- Alan Hovhaness (1911-2000)
- Boston Modern Orchestra Project
- Gil Rose, conductor
BMOP/sound revives the works of this century’s most influential Armenian-American composer.
BMOP/sound revives the works of this century’s most influential Armenian-American composer.
Back when I was a teenager, I was obsessed with the music of Alan Hovhaness, and was also uninhibited to an extent that is a bit embarrassing in retrospect. During that period, after attending a concert of the New York Philharmonic, I forced my way back to Leonard Bernstein’s dressing room, and asked him whether he ever intended to perform anything by Hovhaness.
One doubts that the world will ever wholly manage to come to terms with the music of Hovhaness. The sheer volume of his output – over five hundred works including seven operas and sixty-seven symphonies, and that excludes his music before 1940 much of which was destroyed by the composer – rivals the prolixity of seventeenth century composers such as Bach or Vivaldi.
When a composer has written well over 500 works, one can assume that there will be some unevenness in his production. Despite the fact that a number of Alan Hovhaness's pieces have entered the standard repertoire and that recording projects turn up interesting, little-heard music by the composer on a regular basis, Hovhaness's production is indeed uneven. Remarkably, those 500 works are just the tip of the musical iceberg.
For a composer known of because of his 67 symphonies and seven operas this disc presents Hovhaness the miniaturist.
Imagined Armenias. Undoubtedly, Alan Hovhaness stands as an American original. He has taken from very few. He sounds like nobody else. You can tell a Hovhaness work within a few seconds. Others have even made use of his innovations without, of course, his unique poetry or giving him any credit at all. Hovhaness composed music easily -- like writing a letter, as he put it. Forget Mozart and the Marriage of Figaro overture. Hovhaness, dissatisfied with a symphony in rehearsal, did turn out an entirely new movement in a night.
BMOP/sound, the nation's foremost label launched by an orchestra and devoted exclusively to new music recordings, today announced the release of two new albums for 2011 – Alan Hovhaness: Exile Symphony (Release: 10/2011) and Eric Moe: Kick & Ride (Release: 11/2011). Marking 21 records to date, BMOP/sound continues to showcase orchestral works that are otherwise unavailable in recorded form.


• Exercise instructions
A faithful transcription of all the data, images excluded, is the required answer.
··········
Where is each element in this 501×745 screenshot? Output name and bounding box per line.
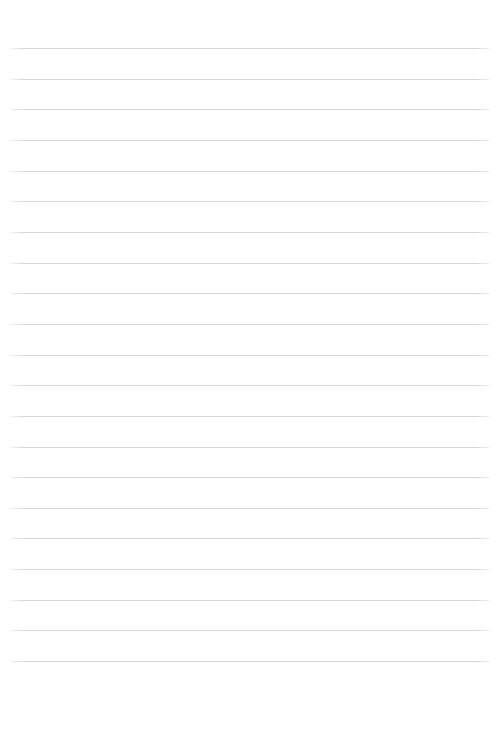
rule-line <box>11 447 490 448</box>
rule-line <box>11 109 490 110</box>
rule-line <box>11 630 490 631</box>
rule-line <box>11 293 490 294</box>
rule-line <box>11 263 490 264</box>
rule-line <box>11 140 490 141</box>
rule-line <box>11 48 490 49</box>
rule-line <box>11 477 490 478</box>
rule-line <box>11 232 490 233</box>
rule-line <box>11 355 490 356</box>
rule-line <box>11 661 490 662</box>
rule-line <box>11 508 490 509</box>
rule-line <box>11 385 490 386</box>
rule-line <box>11 171 490 172</box>
rule-line <box>11 569 490 570</box>
lined-paper-page <box>0 0 501 745</box>
rule-line <box>11 79 490 80</box>
rule-line <box>11 201 490 202</box>
ruled-lines-layer <box>0 0 501 745</box>
rule-line <box>11 538 490 539</box>
rule-line <box>11 324 490 325</box>
rule-line <box>11 416 490 417</box>
rule-line <box>11 600 490 601</box>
··········
• Result of the task
Where is each element in this 501×745 screenshot? Output name and bounding box per line.
rule-line <box>11 447 490 448</box>
rule-line <box>11 109 490 110</box>
rule-line <box>11 630 490 631</box>
rule-line <box>11 293 490 294</box>
rule-line <box>11 263 490 264</box>
rule-line <box>11 140 490 141</box>
rule-line <box>11 48 490 49</box>
rule-line <box>11 477 490 478</box>
rule-line <box>11 232 490 233</box>
rule-line <box>11 355 490 356</box>
rule-line <box>11 661 490 662</box>
rule-line <box>11 508 490 509</box>
rule-line <box>11 385 490 386</box>
rule-line <box>11 171 490 172</box>
rule-line <box>11 569 490 570</box>
lined-paper-page <box>0 0 501 745</box>
rule-line <box>11 79 490 80</box>
rule-line <box>11 201 490 202</box>
ruled-lines-layer <box>0 0 501 745</box>
rule-line <box>11 538 490 539</box>
rule-line <box>11 324 490 325</box>
rule-line <box>11 416 490 417</box>
rule-line <box>11 600 490 601</box>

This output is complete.